Global Challenges
“Global Challenges addressed by an Alliance supported course”
Once again this year the Alliance program is supporting a dual course "Global Challenges and the Common Good," that focuses on how to engage the world’s most pressing issues like climate change and environmental justice across borders. Created by Greg Witkowski from Columbia University and Sophie Le Mouel Picone from Sciences Po, this innovative course brings together students from both institutions into a virtual environment to reflect together on how to address these global challenges. Students are encouraged to think about how a cross-sectoral approach involving government, nonprofit, and for-profit actors can begin to address these challenges and create social change. The course is offered through SPS (School of Professional Studies) at Columbia and PSIA (Paris School of International Affairs) at Sciences Po.
“Global Challenges” includes discussion of means and metrics to create and measure social change at scale. Students praise the course goals and content. A Columbia student, Melanie McLennan, calls it: "A brilliant and eye-opening class revealing that good intent alone cannot solve global problems; turning the key in the lock requires systematic exploration of the points of intersection between different cultures, the for-profit and nonprofit sectors, and asynchronous regulatory regimes to identify creative and effective pathways."
By design the course focuses on interaction, as the Sciences Po Affiliate Lecturer Sophie Le Mouel Picone explains, “By bringing together students from different cultural, educative and professional backgrounds, we aim at fostering diverse viewpoints to study, discuss and think collectively about specific pressing questions such as climate change.” Students meet synchronously on zoom to create a true spirit of collaboration from the New York and Parisian based students. There is seamless interaction in the online environment that extends to classroom discussion, real-world simulations, and engagement with faculty and experts.
The course has benefitted from open engagement not only across borders but also across the private and public sectors, as Columbia Senior Lecturer Greg Witkowski details, “We reached out to our collective networks of colleagues in the US and Europe with the help of Emmanuel Kattan from the Columbia Alliance to find experts who could share their lived experience engaging with these Global Challenges.”

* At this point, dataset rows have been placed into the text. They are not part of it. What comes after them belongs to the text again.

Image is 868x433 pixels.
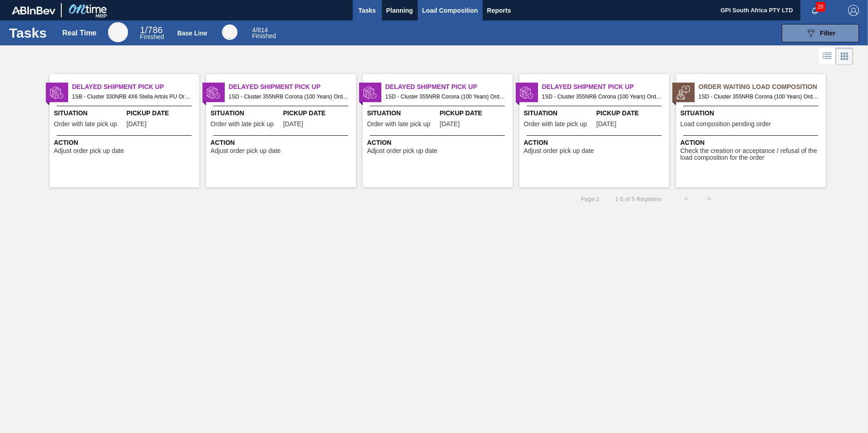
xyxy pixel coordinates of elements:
[140,25,162,35] span: / 786
[357,5,377,16] span: Tasks
[675,187,697,210] button: <
[613,195,661,202] span: 1 - 5 of 5 Registers
[108,22,128,42] div: Real Time
[542,82,669,92] span: Delayed Shipment Pick Up
[835,48,853,65] div: Card Vision
[12,6,55,14] img: TNhmsLtSVTkK8tSr43FrP2fwEKptu5GPRR3wAAAABJRU5ErkJggg==
[283,121,303,127] span: 08/04/2025
[597,121,617,127] span: 08/10/2025
[72,92,192,102] span: 1SB - Cluster 330NRB 4X6 Stella Artois PU Order - 29620
[524,138,667,147] span: Action
[127,109,197,118] span: Pickup Date
[54,109,125,118] span: Situation
[680,147,823,162] span: Check the creation or acceptance / refusal of the load composition for the order
[386,5,413,16] span: Planning
[524,109,594,118] span: Situation
[229,82,356,92] span: Delayed Shipment Pick Up
[782,24,859,42] button: Filter
[252,27,268,34] span: / 814
[524,121,587,127] span: Order with late pick up
[680,138,823,147] span: Action
[520,86,533,99] img: status
[680,121,771,127] span: Load composition pending order
[283,109,353,118] span: Pickup Date
[54,147,125,154] span: Adjust order pick up date
[210,109,281,118] span: Situation
[676,86,690,99] img: status
[422,5,478,16] span: Load Composition
[819,48,835,65] div: List Vision
[386,92,505,102] span: 1SD - Cluster 355NRB Corona (100 Years) Order - 30366
[367,147,438,154] span: Adjust order pick up date
[54,121,117,127] span: Order with late pick up
[207,86,220,99] img: status
[524,147,594,154] span: Adjust order pick up date
[698,92,818,102] span: 1SD - Cluster 355NRB Corona (100 Years) Order - 30476
[363,86,377,99] img: status
[815,2,825,12] span: 26
[140,27,164,40] div: Real Time
[210,147,281,154] span: Adjust order pick up date
[597,109,667,118] span: Pickup Date
[367,121,430,127] span: Order with late pick up
[698,82,825,92] span: Order Waiting Load Composition
[820,29,835,37] span: Filter
[440,109,510,118] span: Pickup Date
[367,109,438,118] span: Situation
[440,121,460,127] span: 08/04/2025
[222,24,238,40] div: Base Line
[127,121,147,127] span: 07/06/2025
[140,33,164,40] span: Finished
[848,5,859,16] img: Logout
[581,195,599,202] span: Page : 1
[9,28,49,38] h1: Tasks
[252,32,276,39] span: Finished
[680,109,823,118] span: Situation
[54,138,197,147] span: Action
[386,82,512,92] span: Delayed Shipment Pick Up
[542,92,662,102] span: 1SD - Cluster 355NRB Corona (100 Years) Order - 30514
[72,82,199,92] span: Delayed Shipment Pick Up
[487,5,511,16] span: Reports
[800,4,829,17] button: Notifications
[252,27,255,34] span: 4
[140,25,145,35] span: 1
[210,138,353,147] span: Action
[62,29,96,37] div: Real Time
[50,86,64,99] img: status
[229,92,348,102] span: 1SD - Cluster 355NRB Corona (100 Years) Order - 30365
[367,138,510,147] span: Action
[210,121,274,127] span: Order with late pick up
[697,187,720,210] button: >
[177,29,207,37] div: Base Line
[252,27,276,39] div: Base Line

Students appreciated as well the connection across the Atlantic, as the Sciences Po student Lorenza Contin declares: “The diversity within the student body was matched by the diverse approaches of our instructors. Recognizing the need to tackle issues at various scales, the dual-cultural teaching approach was enlightening. Our American professor, who specialized in NGOs and American culture, and the French professor, with expertise in the private/social enterprise sector and French culture, offered complementary insights.”
Emmanuel Kattan, Director of the Alliance Program, said: “I am very grateful to Sophie Le Mouel Picone and Greg Witkowski for creating this course, which inspires students across the Atlantic and provides them with new tools to impact on the world around them.”
The world is facing a number of global challenges that require collaboration and cooperation across borders and private and public sectors. This course is one effort to bring together expertise to engage with these pressing issues.